A complicated character of the cytogenetic injury dependence upon radiation dose was revealed after low-level gamma irradiation of Vicia faba seedlings and Chinese hamster fibroblasts. The dependence was linear with low-level secondary exposure to 70 GeV protons. The authors discuss a threshold nature of induction of the cytogenetic damage repair responsible for a high outcome of damages under the effect of low-level gamma radiation.
In present work, we investigated the genetic instability in mice of F1, of F2 and of F3 generations born from males irradiated by a low-dose rate of high-LET radiation that simulates the spectral and component composition of radiation fields formed in the conditions of high-altitude flights in vivo in polychromatic erythrocytes of bone marrow using the micronucleus test. Two-month-old males of SHK white mongrel mice were used. Irradiation was performed for 24 h a day in the radiation field behind the concrete shield of the U-70 accelerator of 70 GeV protons (Serpukhov) to accumulate doses of 11.5, of 21.5 and of 31.5 cGy (1 cGy/day). The experiments demonstrated that in mice of F1 generation born from males irradiated with doses of 11.5, 21.5 and of 31.5 cGy, an increase in sensitivity to additional irradiation with a dose of 1.5 Gy of gamma-radiation and the absence of adaptive response compared with the descendants of unirradiated males occur. In contrast to F1 generation genetic instability in mice of the F2 and F3 generations was revealed only by the absence of adaptive response. These data indicate a genetic instability in F1, F2 and F3 generations born from irradiated males.
Chinese hamster cells in culture, exposed to a dose of 2 Gy during the G2 phase of the cell cycle, were used to compare the results obtained from investigations of chromosome lesions after chemical modification by caffeine (10(-3) and 10(-2) M) and after premature condensation of chromosomes. The data obtained exhibited a similarity not only in the total yield of aberrations (which was thrice as high as that in metaphases with the same radiation dose), but also in the frequency of aberrations of different types. On the basis of the data obtained the potential radiation-induced chromosome lesions could be quantitated.
As estimated by the cytogenetic injury induced in Chinese hamster cells by secondary 70-GeV proton radiation, phenylmethylsulfonyl fluoride, an inhibitor of chromatin proteinases, has a radioprotective effect. The poly(ADP)-ribosylation-independent participation of the inhibitor in radiation cytogenetic mutagenesis has been shown.
Supersensitivity of Chinese hamster cells to low doses of gamma-radiation (dose range 5 to 50 cGy) was revealed by means of the cytokinesis-block micronucleus test. Treating these cells with caffeine (repair inhibitor) and mercaptoethylamine (radioprotector) and exposing them to secondary radiation emitted by protons with an energy of 70 GeV showed that this supersensitivity is associated with the absence of cytogenetic repair. When cells at the G2 phase received preliminary doses of 30 and 75 cGy before being irradiated at 150 cGy, the incidence of cytogenetic damage decreased, i.e., an adaptive cell response resulting from a radiation-induced mitotic delay was observed.
The goal of the present work was to study the effect of infrared light (IRL) at a wavelength of 850 nm modulated by a frequency of 101 Hz with a mode of power 22 mW/cm2 and X-rays with a voltage of 200 kV at a dose rate of 1 Gy/min on the production of reactive oxygen species (ROS) in blood cells using luminol-dependent chemiluminescence, as well as on the induction of a cytogenetic damage in bone marrow cells of mice by the in vivo micronucleus test. The experiments performed have shown: 1) the level of the ROS production in blood of the mice exposed to IRL and X-rays at an adapting dose of 0.1 Gy reaches the peak value after 0.5 h and drops to the ROS level in untreated animals 5 h after either exposure; 2) irradiation of mice with IRL and X-rays at a dose of 0.1 Gy induces adaptive responses both in blood cells and bone marrow cells of mice. These adaptive responses were revealed only 5 h after both exposures, when the level of ROS production decreased to the ROS level in untreated animals; they are equal in magnitude and dynamics and persist up to 2 months.
The frequency of micronuclei was estimated in bone marrow polychromatic erythrocytes (PCEs) of mice gamma-irradiated in vivo at doses of 5-50 cGy. The dose-effect curve was found to have a complex stepwise pattern with three consequent segments: (1) high radiosensitivity, (2) a significant decrease in radiosensitivity, and (3) an increase in radiosensitivity.
The data are reviewed on the role of various DNA lesions in the formation of structural damages to chromosomes. The concepts are developed that the molecular damages to nuclear DNA induce chromosome mutagenesis.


Task requirements | I would like every line of the records below that contains the word "JSON" copied.

Records from a dataset:
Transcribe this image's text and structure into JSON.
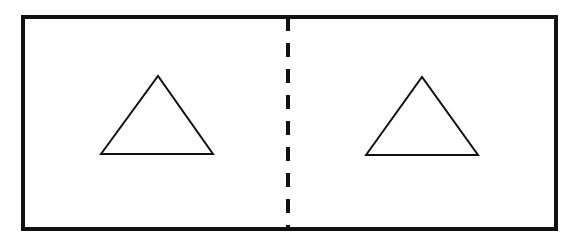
{
  "diagram": {
    "width": 584,
    "height": 250,
    "background": "#ffffff",
    "stroke_color": "#111111",
    "outer_box": {
      "x": 23,
      "y": 17,
      "width": 533,
      "height": 212,
      "stroke_width": 4
    },
    "divider": {
      "x": 288,
      "y1": 17,
      "y2": 229,
      "stroke_width": 4,
      "dash": "14 12",
      "style": "dashed"
    },
    "panels": [
      {
        "name": "left-panel",
        "shape": "triangle",
        "points": [
          [
            101,
            154
          ],
          [
            158,
            76
          ],
          [
            213,
            154
          ]
        ],
        "stroke_width": 2,
        "fill": "none"
      },
      {
        "name": "right-panel",
        "shape": "triangle",
        "points": [
          [
            366,
            155
          ],
          [
            422,
            77
          ],
          [
            478,
            155
          ]
        ],
        "stroke_width": 2,
        "fill": "none"
      }
    ]
  }
}
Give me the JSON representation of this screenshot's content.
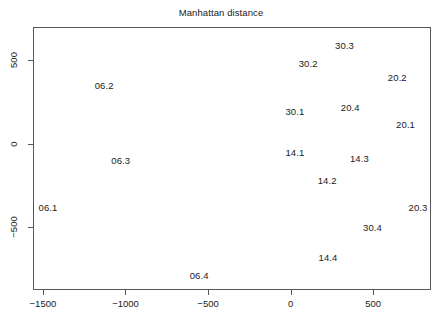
{
  "chart_data": {
    "type": "scatter",
    "title": "Manhattan distance",
    "xlabel": "",
    "ylabel": "",
    "xlim": [
      -1560,
      850
    ],
    "ylim": [
      -880,
      700
    ],
    "grid": false,
    "legend": "none",
    "marker_style": "text-labels",
    "xticks": [
      -1500,
      -1000,
      -500,
      0,
      500
    ],
    "xtick_labels": [
      "−1500",
      "−1000",
      "−500",
      "0",
      "500"
    ],
    "yticks": [
      500,
      0,
      -500
    ],
    "ytick_labels": [
      "500",
      "0",
      "−500"
    ],
    "labels": [
      "30.3",
      "30.2",
      "20.2",
      "06.2",
      "30.1",
      "20.4",
      "20.1",
      "14.1",
      "14.3",
      "06.3",
      "14.2",
      "06.1",
      "20.3",
      "30.4",
      "14.4",
      "06.4"
    ],
    "points": [
      {
        "label": "30.3",
        "x": 320,
        "y": 597
      },
      {
        "label": "30.2",
        "x": 100,
        "y": 487
      },
      {
        "label": "20.2",
        "x": 640,
        "y": 408
      },
      {
        "label": "06.2",
        "x": -1135,
        "y": 360
      },
      {
        "label": "30.1",
        "x": 20,
        "y": 201
      },
      {
        "label": "20.4",
        "x": 355,
        "y": 225
      },
      {
        "label": "20.1",
        "x": 690,
        "y": 121
      },
      {
        "label": "14.1",
        "x": 20,
        "y": -42
      },
      {
        "label": "14.3",
        "x": 410,
        "y": -79
      },
      {
        "label": "06.3",
        "x": -1035,
        "y": -91
      },
      {
        "label": "14.2",
        "x": 215,
        "y": -213
      },
      {
        "label": "06.1",
        "x": -1475,
        "y": -378
      },
      {
        "label": "20.3",
        "x": 765,
        "y": -378
      },
      {
        "label": "30.4",
        "x": 490,
        "y": -494
      },
      {
        "label": "14.4",
        "x": 220,
        "y": -676
      },
      {
        "label": "06.4",
        "x": -560,
        "y": -785
      }
    ]
  }
}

Your solution |
Transcribe this image's text and structure into JSON.
Give me the JSON representation of this screenshot's content.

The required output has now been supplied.